Encoding Guides
3 articlesEncoding is the invisible infrastructure that makes digital communication possible — every character you read, every file you transfer, and every API response you parse depends on correct encoding and decoding. Yet encoding is also one of the most misunderstood areas in development, leading to mojibake (garbled text), data corruption, and security vulnerabilities. These guides demystify the encoding landscape: from the fundamentals of character encoding (ASCII, UTF-8, UTF-16) and binary-to-text schemes (Base64, hex), to cryptographic hashing (SHA-256, bcrypt) and the critical distinction between encoding, encryption, and hashing. You will learn why Base64 is not encryption, how URL encoding prevents injection attacks, and when to use which encoding scheme for data storage, transmission, and security.
What You'll Learn
- Character encoding: ASCII, UTF-8, UTF-16 — history, mechanics, and choosing correctly
- Base64 encoding: use cases, URL-safe variants, padding, and common implementation mistakes
- URL encoding (percent-encoding): RFC 3986 compliance and double-encoding prevention
- Cryptographic hashing: SHA-256, bcrypt, Argon2 — properties, use cases, and security considerations
- The encoding vs encryption vs hashing distinction — and why confusing them causes vulnerabilities
- JWT (JSON Web Token): structure, encoding, signing, and common security pitfalls
Why This Matters
Encoding mistakes are among the most common causes of data corruption and security vulnerabilities. Misusing Base64 as "encryption" has exposed sensitive data in countless applications. Incorrect URL encoding breaks API integrations. Wrong character encoding silently corrupts database content. Understanding encoding fundamentals prevents an entire class of bugs that are difficult to diagnose after the fact.
All Articles
How to Verify a File's Checksum (SHA-256) and Why It Matters
What a checksum is, how to verify a downloaded file's SHA-256 hash on macOS, Windows, and Linux, what it actually catches, and the limit of trusting a hash published next to the file.
Base64 Encoding vs Hashing: Clearing the Ultimate Cryptography Confusion
Understand the critical difference between Base64 encoding (data transformation) and hashing (cryptographic security). Learn when to use SHA-256, bcrypt, and Argon2.
Base64 Encoding Mistakes That Silently Break Your App
Common Base64 bugs and how to fix them: Base64URL safety for JWTs, padding inconsistencies, the UTF-8 btoa() crash, and why Base64 is the wrong tool for large file uploads.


Activity ▸ Please repeat every line below exactly, from the first to the last.
Data extract START
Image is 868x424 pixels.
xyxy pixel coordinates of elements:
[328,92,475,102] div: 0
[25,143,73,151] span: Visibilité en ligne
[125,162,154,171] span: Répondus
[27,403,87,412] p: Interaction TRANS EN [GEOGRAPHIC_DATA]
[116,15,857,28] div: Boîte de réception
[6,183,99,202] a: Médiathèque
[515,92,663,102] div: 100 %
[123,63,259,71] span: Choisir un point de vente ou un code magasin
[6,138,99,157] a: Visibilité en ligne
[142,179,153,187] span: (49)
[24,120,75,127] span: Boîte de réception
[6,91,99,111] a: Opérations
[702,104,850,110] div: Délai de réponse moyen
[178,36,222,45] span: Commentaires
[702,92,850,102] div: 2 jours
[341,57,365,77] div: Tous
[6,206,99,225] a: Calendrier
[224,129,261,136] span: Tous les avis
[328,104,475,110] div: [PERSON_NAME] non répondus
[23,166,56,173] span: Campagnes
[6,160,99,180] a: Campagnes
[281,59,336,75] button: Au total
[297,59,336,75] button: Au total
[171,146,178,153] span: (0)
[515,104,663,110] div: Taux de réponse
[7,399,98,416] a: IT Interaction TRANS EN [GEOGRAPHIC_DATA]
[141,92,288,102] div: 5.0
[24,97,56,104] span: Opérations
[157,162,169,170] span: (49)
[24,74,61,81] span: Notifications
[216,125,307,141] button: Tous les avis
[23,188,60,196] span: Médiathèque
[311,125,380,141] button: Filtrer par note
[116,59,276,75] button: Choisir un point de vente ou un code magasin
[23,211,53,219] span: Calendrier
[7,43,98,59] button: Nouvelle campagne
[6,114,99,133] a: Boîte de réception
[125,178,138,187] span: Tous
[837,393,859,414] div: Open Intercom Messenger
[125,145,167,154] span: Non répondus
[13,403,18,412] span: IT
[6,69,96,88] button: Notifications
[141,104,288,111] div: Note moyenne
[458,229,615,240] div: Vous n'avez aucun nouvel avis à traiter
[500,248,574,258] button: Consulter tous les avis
Data extract END
Solution ▸
Image is 868x424 pixels.
xyxy pixel coordinates of elements:
[328,92,475,102] div: 0
[25,143,73,151] span: Visibilité en ligne
[125,162,154,171] span: Répondus
[27,403,87,412] p: Interaction TRANS EN [GEOGRAPHIC_DATA]
[116,15,857,28] div: Boîte de réception
[6,183,99,202] a: Médiathèque
[515,92,663,102] div: 100 %
[123,63,259,71] span: Choisir un point de vente ou un code magasin
[6,138,99,157] a: Visibilité en ligne
[142,179,153,187] span: (49)
[24,120,75,127] span: Boîte de réception
[6,91,99,111] a: Opérations
[702,104,850,110] div: Délai de réponse moyen
[178,36,222,45] span: Commentaires
[702,92,850,102] div: 2 jours
[341,57,365,77] div: Tous
[6,206,99,225] a: Calendrier
[224,129,261,136] span: Tous les avis
[328,104,475,110] div: [PERSON_NAME] non répondus
[23,166,56,173] span: Campagnes
[6,160,99,180] a: Campagnes
[281,59,336,75] button: Au total
[297,59,336,75] button: Au total
[171,146,178,153] span: (0)
[515,104,663,110] div: Taux de réponse
[7,399,98,416] a: IT Interaction TRANS EN [GEOGRAPHIC_DATA]
[141,92,288,102] div: 5.0
[24,97,56,104] span: Opérations
[157,162,169,170] span: (49)
[24,74,61,81] span: Notifications
[216,125,307,141] button: Tous les avis
[23,188,60,196] span: Médiathèque
[311,125,380,141] button: Filtrer par note
[116,59,276,75] button: Choisir un point de vente ou un code magasin
[23,211,53,219] span: Calendrier
[7,43,98,59] button: Nouvelle campagne
[6,114,99,133] a: Boîte de réception
[125,178,138,187] span: Tous
[837,393,859,414] div: Open Intercom Messenger
[125,145,167,154] span: Non répondus
[13,403,18,412] span: IT
[6,69,96,88] button: Notifications
[141,104,288,111] div: Note moyenne
[458,229,615,240] div: Vous n'avez aucun nouvel avis à traiter
[500,248,574,258] button: Consulter tous les avis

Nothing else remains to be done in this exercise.